The 10 Rock Commandments Of DavÃd Garza, or, The Book Of Dah-veed:
For Minnesota-Mexicana Lila Downs, the “standing o” at the Old Town School stands for resounding cries of “OTRA!” — as in, “Sing another song!” — echoing from the audience which is at its feet applauding for more from the spellbinding chanteuse. Her five-piece band weaves new-age-textured splices of pre-Columbian-flavored world music with lite jazz as backdrop for the female lead’s invocations of native spirituality and Latino social conscience to interpret Mexican/American folk music. As performer Guillermo Gómez-Peña would say, Downs goes from Aztec to hi-tech without skipping a beat.
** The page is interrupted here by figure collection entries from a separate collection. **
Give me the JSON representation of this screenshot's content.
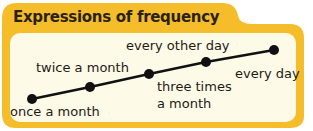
{
  "title": "Expressions of frequency",
  "colors": {
    "frame": "#f5bd2a",
    "panel": "#fdfbe8",
    "line": "#111111",
    "text": "#1f1a14"
  },
  "scale": {
    "points": [
      {
        "label": "once a month"
      },
      {
        "label": "twice a month"
      },
      {
        "label": "three times a month",
        "lines": [
          "three times",
          "a month"
        ]
      },
      {
        "label": "every other day"
      },
      {
        "label": "every day"
      }
    ]
  }
}
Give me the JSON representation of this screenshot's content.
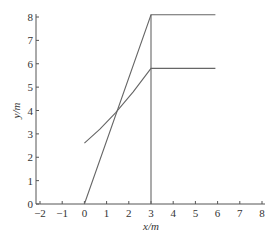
{
  "chart_data": {
    "type": "line",
    "title": "",
    "xlabel": "x/m",
    "ylabel": "y/m",
    "xlim": [
      -2,
      8
    ],
    "ylim": [
      0,
      8
    ],
    "xticks": [
      "-2",
      "-1",
      "0",
      "1",
      "2",
      "3",
      "4",
      "5",
      "6",
      "7",
      "8"
    ],
    "yticks": [
      "0",
      "1",
      "2",
      "3",
      "4",
      "5",
      "6",
      "7",
      "8"
    ],
    "grid": false,
    "legend": null,
    "series": [
      {
        "name": "line-1",
        "x": [
          0,
          3,
          3,
          5.9
        ],
        "y": [
          0,
          8.1,
          8.1,
          8.1
        ]
      },
      {
        "name": "curve-2",
        "x": [
          0,
          0.7,
          1.4,
          2.2,
          3,
          5.9
        ],
        "y": [
          2.6,
          3.2,
          3.9,
          4.8,
          5.8,
          5.8
        ]
      },
      {
        "name": "vertical-line",
        "x": [
          3,
          3
        ],
        "y": [
          0,
          8.1
        ]
      }
    ],
    "intersection_point": {
      "x": 1.4,
      "y": 3.9
    }
  },
  "labels": {
    "xlabel": "x/m",
    "ylabel": "y/m"
  }
}
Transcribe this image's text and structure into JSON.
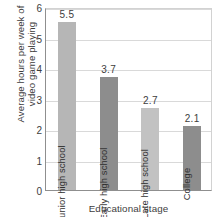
{
  "chart_data": {
    "type": "bar",
    "title": "",
    "xlabel": "Educational stage",
    "ylabel_line1": "Average hours per week of",
    "ylabel_line2": "video game playing",
    "categories": [
      "Junior high school",
      "Early high school",
      "Late high school",
      "College"
    ],
    "values": [
      5.5,
      3.7,
      2.7,
      2.1
    ],
    "value_labels": [
      "5.5",
      "3.7",
      "2.7",
      "2.1"
    ],
    "bar_colors": [
      "#b6b6b6",
      "#8d8d8d",
      "#c2c2c2",
      "#8d8d8d"
    ],
    "ylim": [
      0,
      6
    ],
    "yticks": [
      0,
      1,
      2,
      3,
      4,
      5,
      6
    ],
    "ytick_labels": [
      "0",
      "1",
      "2",
      "3",
      "4",
      "5",
      "6"
    ],
    "grid": true,
    "legend": "none",
    "axis_color": "#8f8f8f",
    "grid_color": "#d9d9d9",
    "text_color": "#3d3d3d",
    "background": "#ffffff"
  }
}
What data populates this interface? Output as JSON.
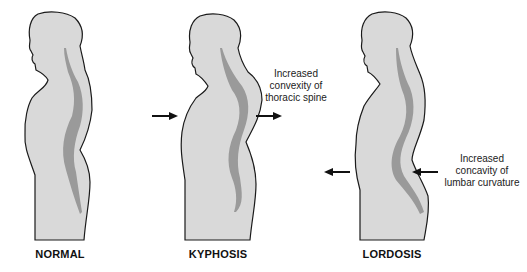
{
  "figure": {
    "panels": [
      {
        "id": "normal",
        "label": "NORMAL"
      },
      {
        "id": "kyphosis",
        "label": "KYPHOSIS"
      },
      {
        "id": "lordosis",
        "label": "LORDOSIS"
      }
    ],
    "annotations": {
      "kyphosis": {
        "line1": "Increased",
        "line2": "convexity of",
        "line3": "thoracic spine"
      },
      "lordosis": {
        "line1": "Increased",
        "line2": "concavity of",
        "line3": "lumbar curvature"
      }
    },
    "arrows": [
      {
        "panel": "kyphosis",
        "direction": "right",
        "position": "front"
      },
      {
        "panel": "kyphosis",
        "direction": "right",
        "position": "back"
      },
      {
        "panel": "lordosis",
        "direction": "left",
        "position": "front"
      },
      {
        "panel": "lordosis",
        "direction": "left",
        "position": "back"
      }
    ],
    "colors": {
      "body_fill": "#d9d9d9",
      "body_outline": "#1a1a1a",
      "spine_fill": "#9a9a9a",
      "arrow": "#111111",
      "background": "#ffffff"
    }
  }
}
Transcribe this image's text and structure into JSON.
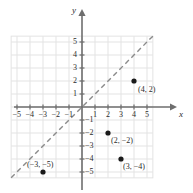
{
  "chart_data": {
    "type": "scatter",
    "title": "",
    "xlabel": "x",
    "ylabel": "y",
    "xlim": [
      -5.9,
      5.9
    ],
    "ylim": [
      -5.9,
      5.9
    ],
    "grid": true,
    "legend": "none",
    "x_ticks": [
      {
        "value": -5,
        "label": "−5"
      },
      {
        "value": -4,
        "label": "−4"
      },
      {
        "value": -3,
        "label": "−3"
      },
      {
        "value": -2,
        "label": "−2"
      },
      {
        "value": -1,
        "label": "−1"
      },
      {
        "value": 1,
        "label": "1"
      },
      {
        "value": 2,
        "label": "2"
      },
      {
        "value": 3,
        "label": "3"
      },
      {
        "value": 4,
        "label": "4"
      },
      {
        "value": 5,
        "label": "5"
      }
    ],
    "y_ticks": [
      {
        "value": 5,
        "label": "5"
      },
      {
        "value": 4,
        "label": "4"
      },
      {
        "value": 3,
        "label": "3"
      },
      {
        "value": 2,
        "label": "2"
      },
      {
        "value": 1,
        "label": "1"
      },
      {
        "value": -1,
        "label": "−1"
      },
      {
        "value": -2,
        "label": "−2"
      },
      {
        "value": -3,
        "label": "−3"
      },
      {
        "value": -4,
        "label": "−4"
      },
      {
        "value": -5,
        "label": "−5"
      }
    ],
    "points": [
      {
        "x": 4,
        "y": 2,
        "label": "(4, 2)"
      },
      {
        "x": 2,
        "y": -2,
        "label": "(2, −2)"
      },
      {
        "x": 3,
        "y": -4,
        "label": "(3, −4)"
      },
      {
        "x": -3,
        "y": -5,
        "label": "(−3, −5)"
      }
    ],
    "reference_line": {
      "style": "dashed",
      "equation": "y = x",
      "slope": 1,
      "intercept": 0
    },
    "colors": {
      "grid": "#e3e3e3",
      "axis": "#6e6e6e",
      "point": "#1a1a1a",
      "dashed_line": "#8a8a8a",
      "text": "#2b2b2b",
      "background": "#ffffff"
    }
  }
}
“En la vida, dos cosas ciertas/Son la muerte y el cambio,” say Ozomatli on “Dos Cosas Ciertas,” a mix of Cuban son with drum ‘n’ bass rap, from their second album Embrace The Chaos (Interscope). The Los Angeles combo of seven musicians (including MC and DJ) seem older than their actual ages (ranging from 25 to 34 years old) and certainly more mature than the band’s lifespan (going back to 1995) to be commenting with such sonic eloquence on the certainties of death and change as life’s only guarantees. Typical for the group, this observation goes beyond existential weariness; personal change intersects with social upheaval, while physical death can be the culmination of spiritual and moral fatality, unless one takes action to create meaning and seize dignity in life.
“What is the influence of Latin rhythms on my music?” David Sánchez says during an interview between sets. “That’s a hard question — I think in lines and melodies when I’m playing, but I’m feeling rhythm even when I’m doing bar lines.” After playing two shows at Jazz Showcase during a five-night stint, he’s charged up as he taps out a typical Puerto Rican plena rhythm with his hands to demonstrate how he absorbs the folk music of his native island while interpreting straight-ahead jazz from Wayne Shorter, opening up a Caribbean-folk/urban-American jazz dialogue with free influences from Ornette Coleman. “Plena and straight-ahead jazz have been done,” he explains, “so I want to give a new vibe to plena and a new vibe to jazz.”
War-torn, bombed-out urban landscapes give root to plants and trees that sprout from the rubble, according to San Diego artists Helen and Newton Harrison. The Trummerflora Collective take the Harrison’s name for this foliage as nom-de-guerre, though their improvisational excursions are equal parts explosive-plow and seed. Coagulating around common interests in free jazz and world music, seven post-national musicians found their niche together as Trummerflora while fomenting interest in experimental, non-commercial sound-artistry in late-’90s San Diego.
A return to the solo acoustic peregrinations of 1998’s Don’t Blame Me, Marc Ribot’s recent Saints (Atlantic) likewise takes standards and contemporary compositions as conceptual springboards for wending, warped sound-art that realizes the potential sonic surprise hidden in the corners of every melodic digression, missed note, and false start. What Ribot does with his arrangements of such traditional pieces as “Go Down Moses” parallels his instrumental attack, actualizing peripheral parts of the guitar that others might only hit on accidentally — for example, using the body as a treasure trove of percussive possibility, plinking and plunking out harmonic netherscapes from sections of the strings not (necessarily) meant for strumming, setting pickups along the fingerboard to catch incidental scratches and hangnail-sustain shakes, and extending the use of plastic or fingernail pick to tools and toys.